Re: detect custom-format dumps in psql and emit a useful error

От
Alvaro Herrera
Дата:
Jeevan Chalke wrote:

> Regarding Directory Error:
> ===
> I strongly against the proposal. This patch changing error message to
> something like this:
> "psql:blah:0: Input path is a directory. Use pg_restore to restore
> directory-format database dumps."
> 
> So even though I accidentally provide a directory instead of a sql script
> file when I have NO intention of restoring a dump, above message looks
> weired. Instead current message looks perfectly fine here. i.e.
> "could not read from input file: Is a directory"
> 
> psql always expect a file and NOT directory. Also it is not necessarily
> working on restoring a dump.

Yeah, this patch is a lot more debatable than the other one.  I have
pushed the first one without changing the error message.

-- 
Álvaro Herrera                http://www.2ndQuadrant.com/
PostgreSQL Development, 24x7 Support, Training & Services



Re: detect custom-format dumps in psql and emit a useful error

От
Andres Freund
Дата:
On 2014-10-24 07:18:55 -0300, Alvaro Herrera wrote:
> Jeevan Chalke wrote:
> 
> > Regarding Directory Error:
> > ===
> > I strongly against the proposal. This patch changing error message to
> > something like this:
> > "psql:blah:0: Input path is a directory. Use pg_restore to restore
> > directory-format database dumps."
> > 
> > So even though I accidentally provide a directory instead of a sql script
> > file when I have NO intention of restoring a dump, above message looks
> > weired. Instead current message looks perfectly fine here. i.e.
> > "could not read from input file: Is a directory"
> > 
> > psql always expect a file and NOT directory.

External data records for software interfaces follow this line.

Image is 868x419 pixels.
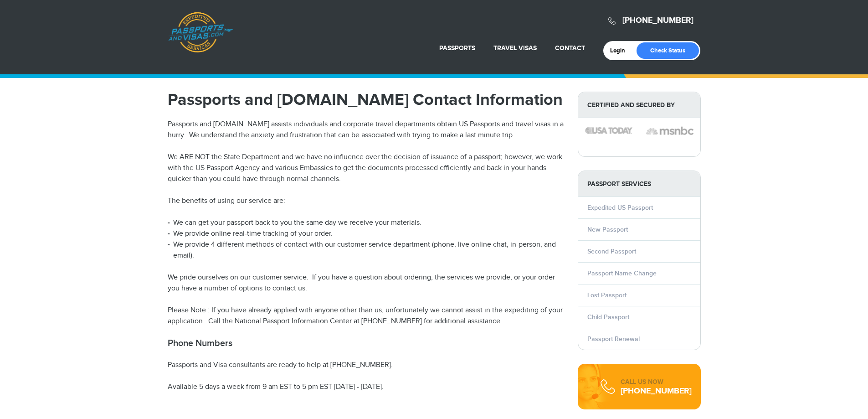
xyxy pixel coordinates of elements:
a: Login [610,47,631,54]
a: Expedited US Passport [587,204,653,211]
a: Contact [555,44,585,52]
a: Passport Renewal [587,335,639,343]
p: Passports and [DOMAIN_NAME] assists individuals and corporate travel departments obtain US Passpo... [168,119,564,141]
a: Lost Passport [587,291,626,299]
strong: Certified and Secured by [578,92,700,118]
a: Passports [439,44,475,52]
div: CALL US NOW [620,378,691,387]
a: Passport Name Change [587,269,656,277]
img: image description [646,125,693,136]
h2: Phone Numbers [168,338,564,349]
p: Please Note : If you have already applied with anyone other than us, unfortunately we cannot assi... [168,305,564,327]
a: Second Passport [587,248,636,255]
img: image description [585,127,633,133]
p: We pride ourselves on our customer service. If you have a question about ordering, the services w... [168,272,564,294]
li: We provide online real-time tracking of your order. [168,228,564,240]
p: The benefits of using our service are: [168,196,564,206]
a: Child Passport [587,313,629,321]
p: Available 5 days a week from 9 am EST to 5 pm EST [DATE] - [DATE]. [168,382,564,393]
p: Passports and Visa consultants are ready to help at [PHONE_NUMBER]. [168,359,564,370]
div: [PHONE_NUMBER] [620,387,691,396]
h1: Passports and [DOMAIN_NAME] Contact Information [168,91,564,108]
a: Passports & [DOMAIN_NAME] [168,12,233,53]
li: We provide 4 different methods of contact with our customer service department (phone, live onlin... [168,240,564,261]
a: [PHONE_NUMBER] [622,16,693,26]
a: Travel Visas [493,44,536,52]
strong: PASSPORT SERVICES [578,171,700,197]
a: Check Status [637,43,699,59]
li: We can get your passport back to you the same day we receive your materials. [168,217,564,228]
a: New Passport [587,225,628,234]
p: We ARE NOT the State Department and we have no influence over the decision of issuance of a passp... [168,152,564,185]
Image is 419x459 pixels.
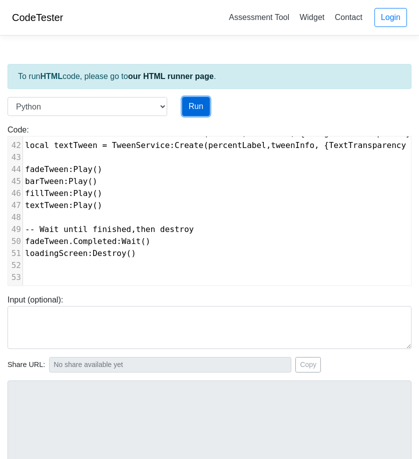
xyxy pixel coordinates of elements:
[8,224,23,236] div: 49
[8,176,23,188] div: 45
[93,249,126,258] span: Destroy
[25,237,69,246] span: fadeTween
[136,225,156,234] span: then
[73,165,93,174] span: Play
[8,140,23,152] div: 42
[69,177,88,186] span: Play
[25,225,194,234] span: ,
[8,248,23,260] div: 51
[374,8,407,27] a: Login
[8,200,23,212] div: 47
[49,357,291,373] input: No share available yet
[25,141,49,150] span: local
[8,260,23,272] div: 52
[8,272,23,284] div: 53
[329,141,406,150] span: TextTransparency
[54,141,98,150] span: textTween
[175,141,204,150] span: Create
[40,225,59,234] span: Wait
[25,237,151,246] span: . : ()
[25,201,69,210] span: textTween
[331,9,366,26] a: Contact
[64,225,88,234] span: until
[182,97,210,116] button: Run
[73,237,117,246] span: Completed
[25,201,102,210] span: : ()
[128,72,214,81] a: our HTML runner page
[8,152,23,164] div: 43
[12,12,63,23] a: CodeTester
[8,360,45,371] span: Share URL:
[8,64,411,89] div: To run code, please go to .
[25,177,98,186] span: : ()
[208,141,266,150] span: percentLabel
[93,225,131,234] span: finished
[102,141,107,150] span: =
[25,225,35,234] span: --
[295,9,328,26] a: Widget
[8,164,23,176] div: 44
[73,201,93,210] span: Play
[122,237,141,246] span: Wait
[25,189,102,198] span: : ()
[295,357,321,373] button: Copy
[160,225,194,234] span: destroy
[73,189,93,198] span: Play
[25,177,64,186] span: barTween
[25,249,136,258] span: : ()
[25,189,69,198] span: fillTween
[112,141,170,150] span: TweenService
[271,141,314,150] span: tweenInfo
[25,165,69,174] span: fadeTween
[8,212,23,224] div: 48
[25,165,102,174] span: : ()
[8,236,23,248] div: 50
[40,72,62,81] strong: HTML
[25,249,88,258] span: loadingScreen
[8,188,23,200] div: 46
[225,9,293,26] a: Assessment Tool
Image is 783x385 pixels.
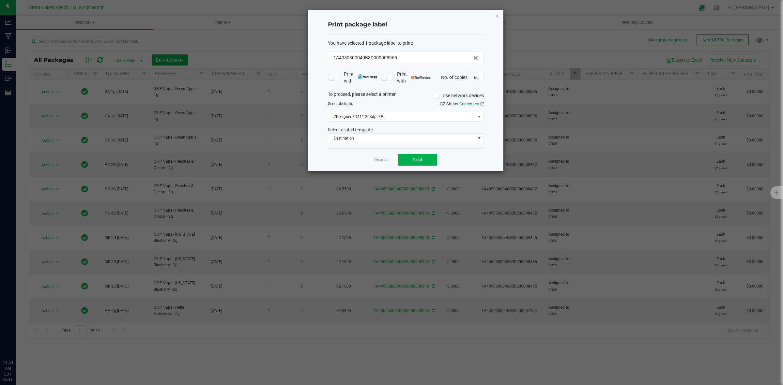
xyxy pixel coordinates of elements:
[398,154,437,166] button: Print
[323,91,489,101] div: To proceed, please select a printer.
[358,74,377,79] img: mark_magic_cybra.png
[411,76,431,79] img: bartender.png
[328,40,412,46] span: You have selected 1 package label to print
[337,101,350,106] span: label(s)
[440,101,484,106] span: QZ Status:
[397,71,431,84] span: Print with
[459,101,479,106] span: Connected
[434,92,484,99] label: Use network devices
[328,40,484,47] div: :
[328,112,475,121] span: ZDesigner ZD411-203dpi ZPL
[413,157,422,162] span: Print
[344,71,377,84] span: Print with
[333,54,397,61] span: 1A4050300040B8D000008965
[328,101,354,106] span: Send to:
[7,333,26,353] iframe: Resource center
[328,21,484,29] h4: Print package label
[328,134,475,143] span: Destination
[374,157,388,163] a: Dismiss
[441,74,468,80] span: No. of copies
[323,127,489,133] div: Select a label template.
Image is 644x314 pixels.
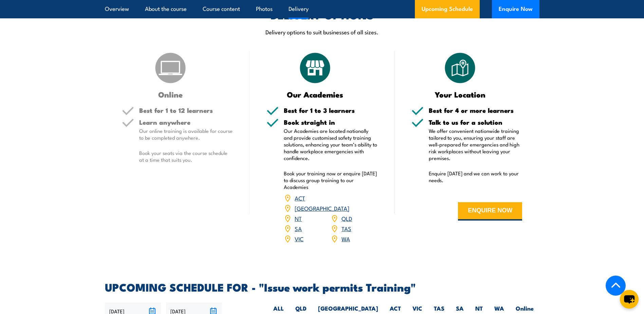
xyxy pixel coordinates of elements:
h3: Online [122,90,219,98]
a: [GEOGRAPHIC_DATA] [295,204,349,212]
h3: Our Academies [267,90,364,98]
p: Book your training now or enquire [DATE] to discuss group training to our Academies [284,170,378,190]
a: SA [295,224,302,233]
p: Our online training is available for course to be completed anywhere. [139,127,233,141]
h2: UPCOMING SCHEDULE FOR - "Issue work permits Training" [105,282,539,292]
h2: DELIVERY OPTIONS [271,10,374,20]
h5: Best for 1 to 3 learners [284,107,378,114]
h5: Learn anywhere [139,119,233,125]
a: VIC [295,234,304,243]
a: QLD [342,214,352,222]
p: Enquire [DATE] and we can work to your needs. [429,170,523,184]
a: NT [295,214,302,222]
p: Book your seats via the course schedule at a time that suits you. [139,150,233,163]
h5: Talk to us for a solution [429,119,523,125]
p: Our Academies are located nationally and provide customised safety training solutions, enhancing ... [284,127,378,162]
a: ACT [295,194,305,202]
h3: Your Location [412,90,509,98]
button: ENQUIRE NOW [458,202,522,221]
a: TAS [342,224,352,233]
p: We offer convenient nationwide training tailored to you, ensuring your staff are well-prepared fo... [429,127,523,162]
button: chat-button [620,290,639,309]
h5: Book straight in [284,119,378,125]
a: WA [342,234,350,243]
p: Delivery options to suit businesses of all sizes. [105,28,539,36]
h5: Best for 4 or more learners [429,107,523,114]
h5: Best for 1 to 12 learners [139,107,233,114]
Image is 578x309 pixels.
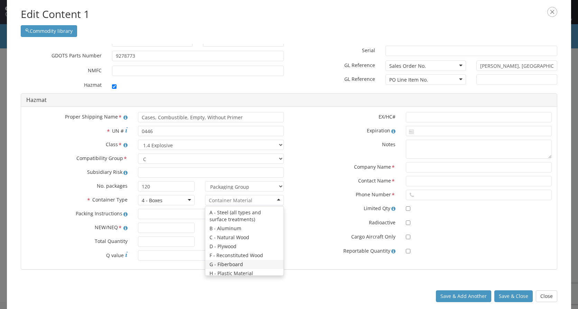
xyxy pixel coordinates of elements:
[344,62,375,68] span: GL Reference
[289,126,401,134] label: Expiration
[205,260,283,269] div: G - Fiberboard
[142,197,162,204] div: 4 - Boxes
[205,242,283,251] div: D - Plywood
[436,290,491,302] button: Save & Add Another
[205,233,283,242] div: C - Natural Wood
[205,251,283,260] div: F - Reconstituted Wood
[209,197,252,204] input: Container Material
[21,112,133,121] label: Proper Shipping Name
[362,47,375,54] span: Serial
[205,208,283,224] div: A - Steel (all types and surface treatments)
[289,204,401,212] label: Limited Qty
[205,224,283,233] div: B - Aluminum
[289,112,401,120] label: EX/HC#
[289,176,401,185] label: Contact Name
[205,269,283,278] div: H - Plastic Material
[21,167,133,176] label: Subsidiary Risk
[289,190,401,199] label: Phone Number
[84,82,102,88] span: Hazmat
[289,140,401,148] label: Notes
[289,232,401,240] label: Cargo Aircraft Only
[389,63,426,69] div: Sales Order No.
[106,252,124,259] span: Q value
[112,128,124,134] span: UN #
[95,238,128,244] span: Total Quantity
[289,162,401,171] label: Company Name
[72,38,98,45] span: Total Value
[88,67,102,74] span: NMFC
[536,290,557,302] button: Close
[289,246,401,254] label: Reportable Quantity
[389,76,428,83] div: PO Line Item No.
[52,52,102,59] span: GDOTS Parts Number
[21,140,133,149] label: Class
[344,76,375,82] span: GL Reference
[494,290,533,302] button: Save & Close
[92,197,128,203] span: Container Type
[21,181,133,189] label: No. packages
[21,153,133,163] label: Compatibility Group
[289,218,401,226] label: Radioactive
[26,96,47,104] a: Hazmat
[21,223,133,232] label: NEW/NEQ
[21,7,557,22] h2: Edit Content 1
[21,209,133,217] label: Packing Instructions
[21,25,77,37] button: Commodity library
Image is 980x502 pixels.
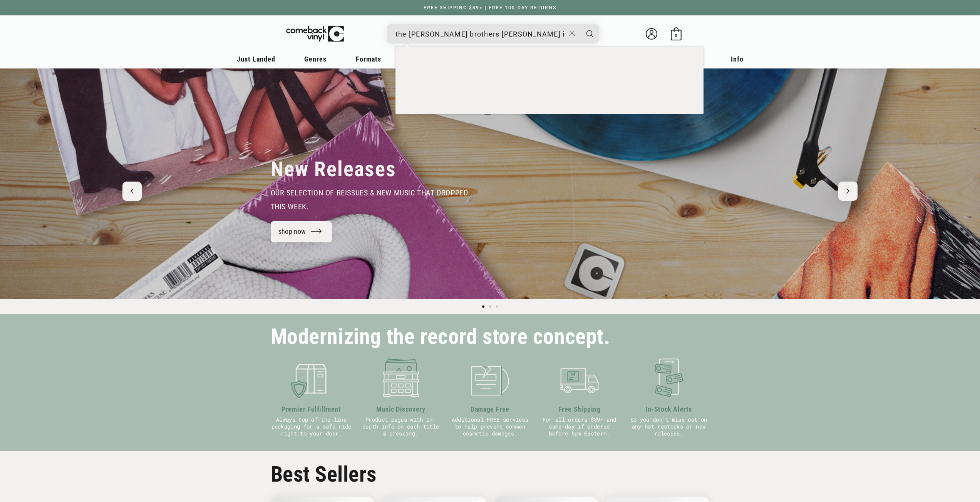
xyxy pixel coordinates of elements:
[304,55,327,63] span: Genres
[628,416,710,437] p: So you don't miss out on any hot restocks or new releases.
[395,26,565,42] input: When autocomplete results are available use up and down arrows to review and enter to select
[494,303,500,310] button: Load slide 3 of 3
[580,24,600,43] button: Search
[449,416,531,437] p: Additional FREE services to help prevent common cosmetic damages.
[237,55,275,63] span: Just Landed
[122,182,141,201] button: Previous slide
[731,55,744,63] span: Info
[416,5,564,10] a: FREE SHIPPING $89+ | FREE 100-DAY RETURNS
[270,462,710,487] h2: Best Sellers
[270,404,352,414] h3: Premier Fulfillment
[270,328,610,346] h2: Modernizing the record store concept.
[628,404,710,414] h3: In-Stock Alerts
[674,33,677,39] span: 0
[539,404,620,414] h3: Free Shipping
[838,182,858,201] button: Next slide
[360,416,442,437] p: Product pages with in-depth info on each title & pressing.
[270,416,352,437] p: Always top-of-the-line packaging for a safe ride right to your door.
[360,404,442,414] h3: Music Discovery
[355,55,381,63] span: Formats
[565,25,579,42] button: Close
[270,188,468,211] span: our selection of reissues & new music that dropped this week.
[270,156,396,182] h2: New Releases
[486,303,494,310] button: Load slide 2 of 3
[539,416,620,437] p: For all orders $89+ and same-day if ordered before 5pm Eastern.
[480,303,486,310] button: Load slide 1 of 3
[387,24,598,43] div: Search
[449,404,531,414] h3: Damage Free
[270,221,332,242] a: shop now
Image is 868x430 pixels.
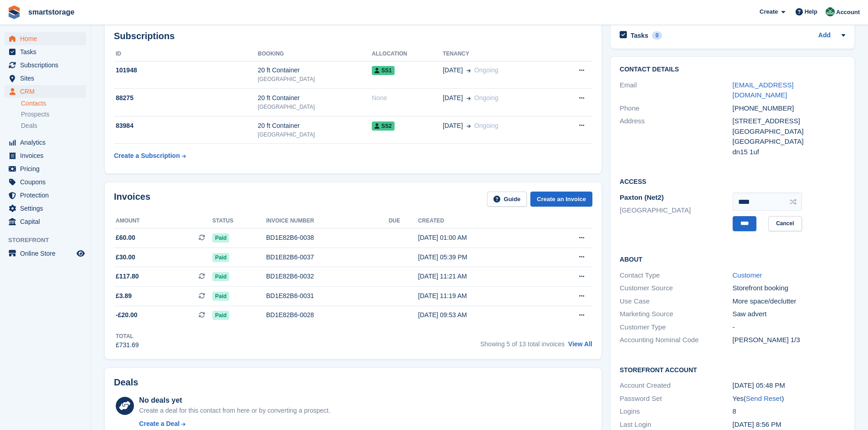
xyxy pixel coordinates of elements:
span: SS2 [372,121,394,131]
div: 0 [652,31,662,39]
div: Use Case [620,296,732,307]
a: menu [4,247,86,260]
div: 88275 [114,94,258,103]
a: menu [4,59,86,72]
div: Yes [733,393,845,404]
a: Contacts [21,99,86,108]
div: [DATE] 05:39 PM [418,252,544,263]
a: Add [818,31,831,41]
div: 8 [733,407,845,417]
div: 83984 [114,121,258,131]
h2: Subscriptions [114,31,592,42]
div: [GEOGRAPHIC_DATA] [258,131,372,139]
div: Address [620,116,732,157]
div: 20 ft Container [258,121,372,131]
div: BD1E82B6-0028 [266,311,389,320]
div: [DATE] 11:19 AM [418,291,544,301]
span: Tasks [20,45,75,59]
span: Capital [20,215,75,228]
div: BD1E82B6-0037 [266,252,389,263]
div: Phone [620,103,732,114]
h2: Access [620,177,845,186]
span: ( ) [744,395,784,402]
div: [DATE] 11:21 AM [418,272,544,282]
div: [GEOGRAPHIC_DATA] [258,103,372,111]
span: Ongoing [474,122,498,129]
span: £60.00 [116,233,135,243]
span: Paid [212,311,229,320]
span: Deals [21,121,37,130]
span: £3.89 [116,291,132,301]
div: Contact Type [620,271,732,281]
a: menu [4,215,86,228]
div: BD1E82B6-0031 [266,291,389,301]
a: menu [4,32,86,45]
span: [DATE] [443,94,463,103]
div: 101948 [114,66,258,75]
th: Amount [114,214,212,229]
h2: Storefront Account [620,365,845,374]
span: Account [836,8,860,17]
div: Create a deal for this contact from here or by converting a prospect. [139,406,330,415]
h2: Deals [114,377,138,388]
span: Create [760,7,778,16]
a: menu [4,162,86,176]
span: Prospects [21,110,49,118]
div: No deals yet [139,395,330,406]
a: menu [4,149,86,162]
div: dn15 1uf [733,147,845,157]
div: None [372,94,443,103]
span: CRM [20,85,75,98]
div: Create a Subscription [114,151,180,161]
a: menu [4,72,86,85]
div: Password Set [620,393,732,404]
span: Protection [20,189,75,202]
span: Settings [20,202,75,215]
a: menu [4,45,86,59]
div: Total [116,332,139,341]
div: Accounting Nominal Code [620,335,732,345]
div: Last Login [620,420,732,430]
h2: Contact Details [620,66,845,73]
div: 20 ft Container [258,94,372,103]
div: Create a Deal [139,419,179,429]
div: BD1E82B6-0032 [266,272,389,282]
div: Customer Type [620,322,732,333]
th: Due [389,214,418,229]
span: Paid [212,253,229,263]
img: stora-icon-8386f47178a22dfd0bd8f6a31ec36ba5ce8667c1dd55bd0f319d3a0aa187defe.svg [7,5,21,19]
div: [DATE] 01:00 AM [418,233,544,243]
h2: About [620,254,845,263]
div: BD1E82B6-0038 [266,233,389,243]
div: Saw advert [733,309,845,320]
th: Booking [258,47,372,61]
div: Marketing Source [620,309,732,320]
a: Create a Deal [139,419,330,429]
span: Paid [212,292,229,301]
span: £117.80 [116,272,139,282]
span: Invoices [20,149,75,162]
time: 2025-08-09 19:56:45 UTC [733,420,782,429]
a: Guide [487,192,527,207]
span: Pricing [20,162,75,176]
span: Sites [20,72,75,85]
th: Tenancy [443,47,554,61]
span: Paid [212,272,229,282]
a: menu [4,136,86,149]
div: [DATE] 09:53 AM [418,311,544,320]
span: [DATE] [443,121,463,131]
a: Create a Subscription [114,148,186,165]
span: Home [20,32,75,45]
a: Preview store [75,248,86,259]
span: Storefront [8,235,91,245]
span: Subscriptions [20,59,75,72]
a: Send Reset [746,395,782,402]
a: menu [4,176,86,189]
span: Ongoing [474,67,498,74]
span: Analytics [20,136,75,149]
span: Help [804,7,818,16]
div: [GEOGRAPHIC_DATA] [733,137,845,147]
div: [GEOGRAPHIC_DATA] [258,75,372,83]
div: More space/declutter [733,296,845,307]
th: Allocation [372,47,443,61]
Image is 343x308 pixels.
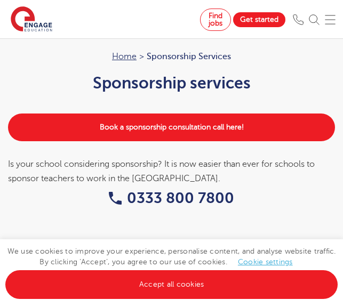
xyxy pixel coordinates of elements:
[5,270,337,299] a: Accept all cookies
[8,157,335,185] div: Is your school considering sponsorship? It is now easier than ever for schools to sponsor teacher...
[8,74,335,92] h1: Sponsorship services
[308,14,319,25] img: Search
[8,113,335,141] a: Book a sponsorship consultation call here!
[8,50,335,63] nav: breadcrumb
[109,190,234,206] a: 0333 800 7800
[112,52,136,61] a: Home
[324,14,335,25] img: Mobile Menu
[292,14,303,25] img: Phone
[233,12,285,27] a: Get started
[200,9,231,31] a: Find jobs
[146,50,231,63] span: Sponsorship Services
[5,247,337,288] span: We use cookies to improve your experience, personalise content, and analyse website traffic. By c...
[11,6,52,33] img: Engage Education
[238,258,292,266] a: Cookie settings
[139,52,144,61] span: >
[208,12,222,27] span: Find jobs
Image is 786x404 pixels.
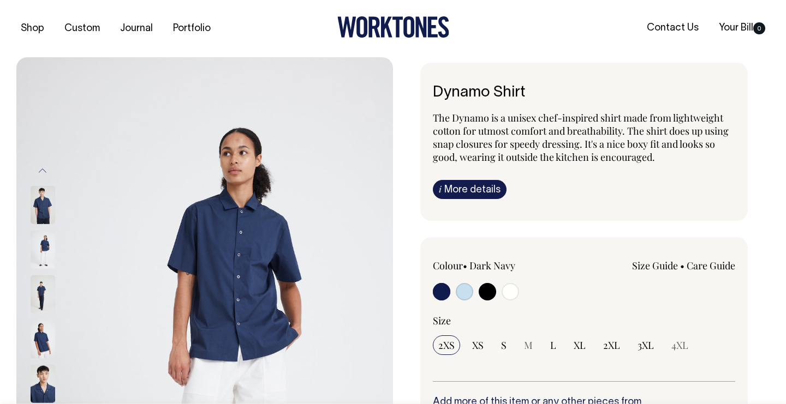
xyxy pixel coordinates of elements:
a: Journal [116,20,157,38]
input: 4XL [666,336,694,355]
span: 3XL [638,339,654,352]
a: Shop [16,20,49,38]
input: M [519,336,538,355]
img: dark-navy [31,231,55,269]
span: 2XS [438,339,455,352]
span: 2XL [603,339,620,352]
a: Custom [60,20,104,38]
span: L [550,339,556,352]
input: XL [568,336,591,355]
a: Contact Us [642,19,703,37]
span: M [524,339,533,352]
span: i [439,183,442,195]
div: Size [433,314,735,328]
input: 3XL [632,336,659,355]
span: 0 [753,22,765,34]
input: L [545,336,562,355]
a: Portfolio [169,20,215,38]
div: Colour [433,259,554,272]
button: Previous [34,158,51,183]
span: 4XL [671,339,688,352]
label: Dark Navy [469,259,515,272]
input: 2XS [433,336,460,355]
a: Your Bill0 [715,19,770,37]
a: iMore details [433,180,507,199]
a: Care Guide [687,259,735,272]
a: Size Guide [632,259,678,272]
img: dark-navy [31,186,55,224]
h1: Dynamo Shirt [433,85,735,102]
span: • [680,259,684,272]
span: S [501,339,507,352]
span: The Dynamo is a unisex chef-inspired shirt made from lightweight cotton for utmost comfort and br... [433,111,729,164]
input: XS [467,336,489,355]
img: dark-navy [31,276,55,314]
span: XL [574,339,586,352]
span: • [463,259,467,272]
img: dark-navy [31,365,55,403]
input: 2XL [598,336,626,355]
span: XS [472,339,484,352]
img: dark-navy [31,320,55,359]
input: S [496,336,512,355]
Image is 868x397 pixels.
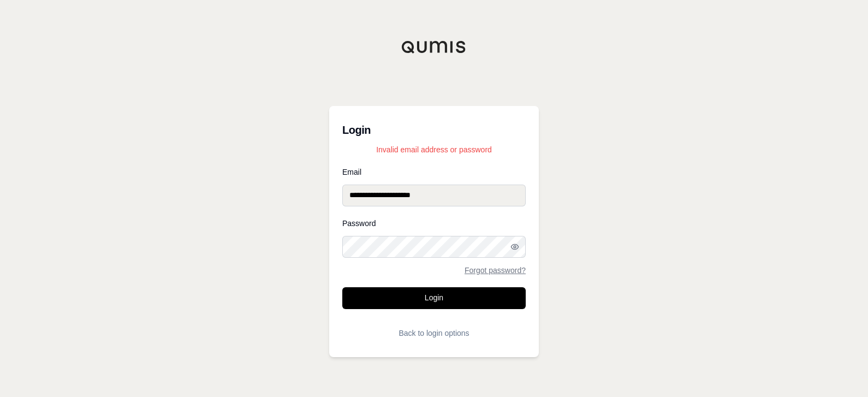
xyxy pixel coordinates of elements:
[342,219,526,227] label: Password
[401,40,466,53] img: Qumis
[342,168,526,176] label: Email
[342,287,526,309] button: Login
[342,144,526,155] p: Invalid email address or password
[342,119,526,141] h3: Login
[465,267,526,274] a: Forgot password?
[342,322,526,344] button: Back to login options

Also it is not necessarily
> > working on restoring a dump.
> 
> Yeah, this patch is a lot more debatable than the other one.  I have
> pushed the first one without changing the error message.

We could just test for toc.dat and then emit the warning...

Greetings,

Andres Freund

-- Andres Freund                       http://www.2ndQuadrant.com/PostgreSQL Development, 24x7 Support, Training &
Services



Re: detect custom-format dumps in psql and emit a useful error

От
Michael Paquier
Дата:
On Fri, Oct 24, 2014 at 7:23 PM, Andres Freund <andres@2ndquadrant.com> wrote:
> On 2014-10-24 07:18:55 -0300, Alvaro Herrera wrote:
>> Yeah, this patch is a lot more debatable than the other one.  I have
>> pushed the first one without changing the error message.
>
> We could just test for toc.dat and then emit the warning...
One patch has been committed, and the second is debatable. Hence
marking this entry as returned with feedback in the CF app.